A life of faith never grows and matures on “automatic pilot.” The constant call of the liturgy, the fathers, and the faith to “give attention” is no accident, but the well travelled path of experience in how easy it is for a man to forget himself if he doesn’t pay attention to his internal journey. “For if anyone is a hearer of the word and not a doer, he is like a man observing his natural face in a mirror; for he observes himself, goes away, and immediately forgets what kind of man he was. But he who looks into the perfect law of liberty and continues in it, and is not a forgetful hearer but a doer of the work, this one will be blessed in what he does.” James 1:23-25

Since the season of Holy Pascha, we have been led by the Holy Spirit through the wisdom of the Church calendar through five (5) Sundays emphasizing the power of the resurrection to transfigure our lives and how to prepare for the coming of the Holy Spirit.

The Sundays were – The Sunday of Thomas the Believer, The Sunday of the Myrrh-bearing Women, The Sunday of the Paralytic, The Sunday of the the Samaritan Woman, and The Sunday of the Man born Blind. Each Sunday a progressive move toward the Feast of the Ascension this week, and a preparation of our hearts to renew our chrismations at the Feast of Pentecost.
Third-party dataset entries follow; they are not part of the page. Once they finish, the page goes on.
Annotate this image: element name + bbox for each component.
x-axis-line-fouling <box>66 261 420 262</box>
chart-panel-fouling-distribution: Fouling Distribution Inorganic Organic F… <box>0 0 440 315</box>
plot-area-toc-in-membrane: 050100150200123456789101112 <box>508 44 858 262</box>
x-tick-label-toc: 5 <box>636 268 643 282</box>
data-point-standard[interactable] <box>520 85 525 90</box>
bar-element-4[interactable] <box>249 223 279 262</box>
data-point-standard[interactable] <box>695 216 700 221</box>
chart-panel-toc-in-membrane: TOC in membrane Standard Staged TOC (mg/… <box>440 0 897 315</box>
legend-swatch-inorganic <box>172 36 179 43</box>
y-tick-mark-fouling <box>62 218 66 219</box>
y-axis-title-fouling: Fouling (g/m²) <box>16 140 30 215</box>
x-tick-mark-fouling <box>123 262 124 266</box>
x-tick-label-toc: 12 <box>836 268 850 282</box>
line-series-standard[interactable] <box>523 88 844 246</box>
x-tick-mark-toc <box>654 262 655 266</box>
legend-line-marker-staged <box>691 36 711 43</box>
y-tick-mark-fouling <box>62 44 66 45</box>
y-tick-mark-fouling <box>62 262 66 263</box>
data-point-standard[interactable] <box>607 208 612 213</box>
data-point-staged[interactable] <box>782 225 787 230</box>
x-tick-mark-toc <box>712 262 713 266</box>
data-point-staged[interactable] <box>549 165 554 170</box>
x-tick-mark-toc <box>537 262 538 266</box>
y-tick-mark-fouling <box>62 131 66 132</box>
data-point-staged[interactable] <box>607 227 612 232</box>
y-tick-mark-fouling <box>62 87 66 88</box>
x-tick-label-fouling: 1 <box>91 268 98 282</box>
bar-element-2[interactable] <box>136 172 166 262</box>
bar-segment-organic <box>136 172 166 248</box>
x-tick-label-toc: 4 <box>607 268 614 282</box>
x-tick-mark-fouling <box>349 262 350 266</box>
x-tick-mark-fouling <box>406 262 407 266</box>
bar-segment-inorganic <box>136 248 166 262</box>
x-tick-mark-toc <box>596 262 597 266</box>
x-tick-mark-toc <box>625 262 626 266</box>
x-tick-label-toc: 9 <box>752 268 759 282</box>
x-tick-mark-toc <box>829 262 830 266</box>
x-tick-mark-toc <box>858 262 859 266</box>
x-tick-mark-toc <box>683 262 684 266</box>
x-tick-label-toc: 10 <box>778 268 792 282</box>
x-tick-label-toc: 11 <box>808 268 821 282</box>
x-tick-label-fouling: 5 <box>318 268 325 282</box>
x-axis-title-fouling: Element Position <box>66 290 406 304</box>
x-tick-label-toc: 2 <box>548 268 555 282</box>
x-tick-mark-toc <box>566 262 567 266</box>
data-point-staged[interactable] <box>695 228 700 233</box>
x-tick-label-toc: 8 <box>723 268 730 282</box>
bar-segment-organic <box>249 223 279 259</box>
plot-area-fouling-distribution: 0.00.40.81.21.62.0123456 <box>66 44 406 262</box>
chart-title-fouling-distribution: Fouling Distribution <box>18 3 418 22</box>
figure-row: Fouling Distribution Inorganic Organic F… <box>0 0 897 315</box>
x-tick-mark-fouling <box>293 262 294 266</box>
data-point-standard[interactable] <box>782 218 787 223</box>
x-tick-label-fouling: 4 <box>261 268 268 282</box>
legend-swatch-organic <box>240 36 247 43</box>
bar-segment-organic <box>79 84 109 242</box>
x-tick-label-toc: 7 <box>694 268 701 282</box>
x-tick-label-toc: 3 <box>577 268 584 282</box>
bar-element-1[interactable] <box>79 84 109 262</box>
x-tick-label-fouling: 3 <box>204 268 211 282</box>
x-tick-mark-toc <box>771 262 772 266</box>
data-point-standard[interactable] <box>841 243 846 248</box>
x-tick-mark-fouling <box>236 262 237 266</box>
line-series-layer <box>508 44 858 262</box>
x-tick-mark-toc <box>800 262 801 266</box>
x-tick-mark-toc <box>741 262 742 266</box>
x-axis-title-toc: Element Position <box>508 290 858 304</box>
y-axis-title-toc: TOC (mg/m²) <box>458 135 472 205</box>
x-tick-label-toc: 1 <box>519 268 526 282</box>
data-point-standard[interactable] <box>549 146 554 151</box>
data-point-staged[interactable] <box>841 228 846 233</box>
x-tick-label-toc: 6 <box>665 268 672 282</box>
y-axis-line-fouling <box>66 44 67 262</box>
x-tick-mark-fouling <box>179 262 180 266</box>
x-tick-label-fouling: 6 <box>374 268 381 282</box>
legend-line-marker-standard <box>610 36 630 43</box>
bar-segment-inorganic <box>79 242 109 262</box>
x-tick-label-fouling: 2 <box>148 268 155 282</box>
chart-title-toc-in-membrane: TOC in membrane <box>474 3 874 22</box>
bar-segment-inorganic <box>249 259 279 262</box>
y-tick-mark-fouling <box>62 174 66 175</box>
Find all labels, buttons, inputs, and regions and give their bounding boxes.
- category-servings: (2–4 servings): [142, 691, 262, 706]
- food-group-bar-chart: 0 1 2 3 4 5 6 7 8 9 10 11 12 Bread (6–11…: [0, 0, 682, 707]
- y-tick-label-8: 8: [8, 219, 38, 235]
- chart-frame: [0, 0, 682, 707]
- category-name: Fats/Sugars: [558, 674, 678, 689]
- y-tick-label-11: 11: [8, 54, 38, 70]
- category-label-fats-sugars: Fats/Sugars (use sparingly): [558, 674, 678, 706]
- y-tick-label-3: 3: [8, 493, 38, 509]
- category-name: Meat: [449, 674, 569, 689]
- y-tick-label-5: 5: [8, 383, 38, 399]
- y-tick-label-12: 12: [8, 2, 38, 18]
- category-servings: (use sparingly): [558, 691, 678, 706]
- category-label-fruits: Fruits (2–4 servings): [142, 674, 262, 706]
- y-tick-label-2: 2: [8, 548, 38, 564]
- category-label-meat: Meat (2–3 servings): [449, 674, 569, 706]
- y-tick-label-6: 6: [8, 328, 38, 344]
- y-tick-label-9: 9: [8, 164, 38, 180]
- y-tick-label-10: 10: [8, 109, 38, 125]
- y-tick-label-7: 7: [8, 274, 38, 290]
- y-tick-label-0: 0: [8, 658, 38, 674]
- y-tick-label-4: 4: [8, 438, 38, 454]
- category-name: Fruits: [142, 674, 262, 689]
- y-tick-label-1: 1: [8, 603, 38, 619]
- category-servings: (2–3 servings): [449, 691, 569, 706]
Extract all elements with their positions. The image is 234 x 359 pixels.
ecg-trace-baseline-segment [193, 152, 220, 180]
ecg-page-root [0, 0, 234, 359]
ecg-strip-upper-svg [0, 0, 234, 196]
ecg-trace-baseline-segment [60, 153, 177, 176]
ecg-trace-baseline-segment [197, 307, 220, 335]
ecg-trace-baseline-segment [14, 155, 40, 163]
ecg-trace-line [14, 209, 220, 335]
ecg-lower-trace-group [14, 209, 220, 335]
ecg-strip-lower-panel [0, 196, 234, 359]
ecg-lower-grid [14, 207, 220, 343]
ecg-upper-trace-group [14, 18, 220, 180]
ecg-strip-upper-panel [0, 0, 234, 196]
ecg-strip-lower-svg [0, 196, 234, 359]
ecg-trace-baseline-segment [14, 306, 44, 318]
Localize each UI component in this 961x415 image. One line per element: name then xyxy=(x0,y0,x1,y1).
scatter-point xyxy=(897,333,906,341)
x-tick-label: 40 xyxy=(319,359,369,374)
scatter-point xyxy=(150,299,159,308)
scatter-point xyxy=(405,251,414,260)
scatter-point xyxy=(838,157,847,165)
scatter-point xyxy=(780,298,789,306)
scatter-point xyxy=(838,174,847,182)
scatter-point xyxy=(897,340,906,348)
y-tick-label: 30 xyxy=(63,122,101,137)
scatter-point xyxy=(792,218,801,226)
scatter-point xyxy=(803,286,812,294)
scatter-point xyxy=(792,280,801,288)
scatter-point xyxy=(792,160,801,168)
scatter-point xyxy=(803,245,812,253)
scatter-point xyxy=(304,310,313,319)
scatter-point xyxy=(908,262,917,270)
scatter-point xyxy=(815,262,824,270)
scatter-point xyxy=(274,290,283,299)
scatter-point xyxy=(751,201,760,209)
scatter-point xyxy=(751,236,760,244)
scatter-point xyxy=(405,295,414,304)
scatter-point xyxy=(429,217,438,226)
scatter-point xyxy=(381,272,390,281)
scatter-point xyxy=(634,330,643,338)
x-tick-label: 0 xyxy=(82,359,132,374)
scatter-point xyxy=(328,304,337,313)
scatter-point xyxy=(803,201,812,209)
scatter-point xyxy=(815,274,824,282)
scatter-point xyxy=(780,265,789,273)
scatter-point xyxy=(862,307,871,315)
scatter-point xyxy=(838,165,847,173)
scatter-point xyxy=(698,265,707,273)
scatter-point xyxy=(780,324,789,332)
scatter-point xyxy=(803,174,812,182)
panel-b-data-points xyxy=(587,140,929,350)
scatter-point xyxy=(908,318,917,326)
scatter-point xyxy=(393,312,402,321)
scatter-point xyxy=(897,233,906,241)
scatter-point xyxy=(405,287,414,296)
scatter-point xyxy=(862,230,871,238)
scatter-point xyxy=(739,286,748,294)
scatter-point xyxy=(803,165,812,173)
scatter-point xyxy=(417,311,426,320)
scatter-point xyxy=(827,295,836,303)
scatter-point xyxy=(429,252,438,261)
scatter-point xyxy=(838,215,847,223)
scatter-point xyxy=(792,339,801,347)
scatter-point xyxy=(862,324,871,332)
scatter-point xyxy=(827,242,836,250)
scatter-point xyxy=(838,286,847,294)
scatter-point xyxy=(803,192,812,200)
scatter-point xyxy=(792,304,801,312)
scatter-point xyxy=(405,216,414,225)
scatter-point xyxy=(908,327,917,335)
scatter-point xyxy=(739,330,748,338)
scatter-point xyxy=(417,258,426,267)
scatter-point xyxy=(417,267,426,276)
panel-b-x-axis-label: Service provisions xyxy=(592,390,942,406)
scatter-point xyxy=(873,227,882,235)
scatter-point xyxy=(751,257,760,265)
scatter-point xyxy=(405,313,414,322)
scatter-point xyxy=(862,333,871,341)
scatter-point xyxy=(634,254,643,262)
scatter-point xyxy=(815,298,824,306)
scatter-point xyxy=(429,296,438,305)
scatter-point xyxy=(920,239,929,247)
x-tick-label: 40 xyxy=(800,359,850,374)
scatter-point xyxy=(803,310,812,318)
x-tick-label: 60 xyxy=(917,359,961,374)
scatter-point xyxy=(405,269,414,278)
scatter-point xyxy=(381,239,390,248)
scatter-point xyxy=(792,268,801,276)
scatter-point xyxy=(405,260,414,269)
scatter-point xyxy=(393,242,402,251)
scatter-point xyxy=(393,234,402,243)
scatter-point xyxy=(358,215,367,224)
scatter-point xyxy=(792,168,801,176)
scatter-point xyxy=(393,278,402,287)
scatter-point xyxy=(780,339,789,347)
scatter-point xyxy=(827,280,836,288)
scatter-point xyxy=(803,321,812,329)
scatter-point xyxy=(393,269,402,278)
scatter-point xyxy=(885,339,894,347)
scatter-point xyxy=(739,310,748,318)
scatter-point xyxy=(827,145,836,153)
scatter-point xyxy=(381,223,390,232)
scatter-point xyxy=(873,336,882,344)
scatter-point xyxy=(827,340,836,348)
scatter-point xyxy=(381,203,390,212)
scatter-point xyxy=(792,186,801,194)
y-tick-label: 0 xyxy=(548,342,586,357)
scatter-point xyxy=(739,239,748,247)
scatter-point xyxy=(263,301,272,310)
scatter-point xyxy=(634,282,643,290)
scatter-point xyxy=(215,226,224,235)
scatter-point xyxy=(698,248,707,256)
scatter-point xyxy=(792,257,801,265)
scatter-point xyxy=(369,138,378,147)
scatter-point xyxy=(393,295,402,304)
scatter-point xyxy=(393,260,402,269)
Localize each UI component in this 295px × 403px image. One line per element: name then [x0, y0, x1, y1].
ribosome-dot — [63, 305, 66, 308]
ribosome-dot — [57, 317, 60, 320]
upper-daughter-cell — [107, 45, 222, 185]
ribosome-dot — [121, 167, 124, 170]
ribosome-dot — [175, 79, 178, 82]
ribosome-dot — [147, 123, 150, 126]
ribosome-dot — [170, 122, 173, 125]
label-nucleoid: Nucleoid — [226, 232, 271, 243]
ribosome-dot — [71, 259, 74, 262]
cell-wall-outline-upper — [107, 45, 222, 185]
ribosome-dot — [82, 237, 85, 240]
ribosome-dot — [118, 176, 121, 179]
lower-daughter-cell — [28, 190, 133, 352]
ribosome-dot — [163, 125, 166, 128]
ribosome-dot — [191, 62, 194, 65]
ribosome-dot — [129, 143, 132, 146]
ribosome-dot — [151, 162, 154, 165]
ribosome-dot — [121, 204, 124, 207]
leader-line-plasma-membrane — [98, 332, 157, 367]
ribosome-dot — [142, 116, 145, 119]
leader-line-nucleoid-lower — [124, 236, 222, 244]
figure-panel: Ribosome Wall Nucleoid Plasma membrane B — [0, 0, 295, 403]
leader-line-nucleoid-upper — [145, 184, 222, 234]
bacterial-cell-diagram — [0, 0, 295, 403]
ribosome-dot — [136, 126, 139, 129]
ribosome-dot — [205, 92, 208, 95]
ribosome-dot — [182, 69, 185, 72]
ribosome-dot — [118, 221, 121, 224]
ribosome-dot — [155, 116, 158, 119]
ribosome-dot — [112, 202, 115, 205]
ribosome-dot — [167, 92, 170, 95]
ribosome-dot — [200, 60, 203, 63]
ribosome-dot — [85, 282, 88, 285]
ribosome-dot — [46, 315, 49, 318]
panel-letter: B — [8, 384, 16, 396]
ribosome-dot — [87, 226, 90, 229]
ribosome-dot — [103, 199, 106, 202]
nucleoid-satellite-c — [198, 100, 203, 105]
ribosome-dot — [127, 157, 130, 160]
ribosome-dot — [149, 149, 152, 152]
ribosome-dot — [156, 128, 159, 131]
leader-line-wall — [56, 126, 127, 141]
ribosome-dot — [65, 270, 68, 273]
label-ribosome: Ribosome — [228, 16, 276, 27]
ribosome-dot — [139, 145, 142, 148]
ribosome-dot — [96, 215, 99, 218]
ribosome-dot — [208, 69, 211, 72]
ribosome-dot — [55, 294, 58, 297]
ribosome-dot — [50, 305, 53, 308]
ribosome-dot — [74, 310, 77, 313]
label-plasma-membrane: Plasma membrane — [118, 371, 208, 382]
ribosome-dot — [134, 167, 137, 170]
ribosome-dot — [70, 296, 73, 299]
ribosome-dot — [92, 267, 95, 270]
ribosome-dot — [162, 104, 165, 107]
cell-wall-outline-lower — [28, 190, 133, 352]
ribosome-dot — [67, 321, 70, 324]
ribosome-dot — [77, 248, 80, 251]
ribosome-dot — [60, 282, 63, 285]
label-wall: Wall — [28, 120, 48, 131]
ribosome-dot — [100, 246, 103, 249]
This ever-renewing rhythm of catechetical and baptized time is, for those awake, a constant invitation to spiritual progress.

This ever-renewing path can only be sustained by the basic practice of the faith. Today through the Feast of the Ascension we will discuss these basic practices.

The first basic practice is Repentance. This is a word you have heard most of your life, and probably one of the most misunderstood words in all of Christianity. The root of an authentic Christian understanding of repentance is the iron clad and unmoveable reality that it has NOTHING to do with “feeling” guilt or shame.

To be sure, both feelings of guilt and shame can lead us to repentance, but without a proper view of God’s love and the Person of God Himself, these emotions are just as likely to lead one to run away from repentance and hide from God.

Christian repentance flows from both a loving relationship with God in Christ and a heart-felt desire to be with God in Christ. Christian repentance begins in the way we think, and confesses that our pattern of thinking produces our behaviors and priorities. As we use the spiritual disciplines to “re-wire” our thinking about God and the life of faith, we discover the “broken places” of our lives and run to present them to the Lord Who will never reject us. EVER.

So, Christian repentance begins in understanding that I must allow God’s love to change my mind. It is the reason that St. Isaac the Syrian says ” This life has been given to you for repentance; do not waste it in vain pursuits.”

Today, my dearest, let us move away from that which corrupts our minds with “vain pursuits” and let us joyfully embrace the life of repentance and fall into the loving arms of the Uncreated Who means us no harm, but will also not allow that which is unworthy to exist in the “fire” of eternal love. Today, you get to repent! Rejoice!

1 Comment

  • Mary. Milam
    Posted June 11, 2013 at 6:29 pm

    Particularly like the last paragraph.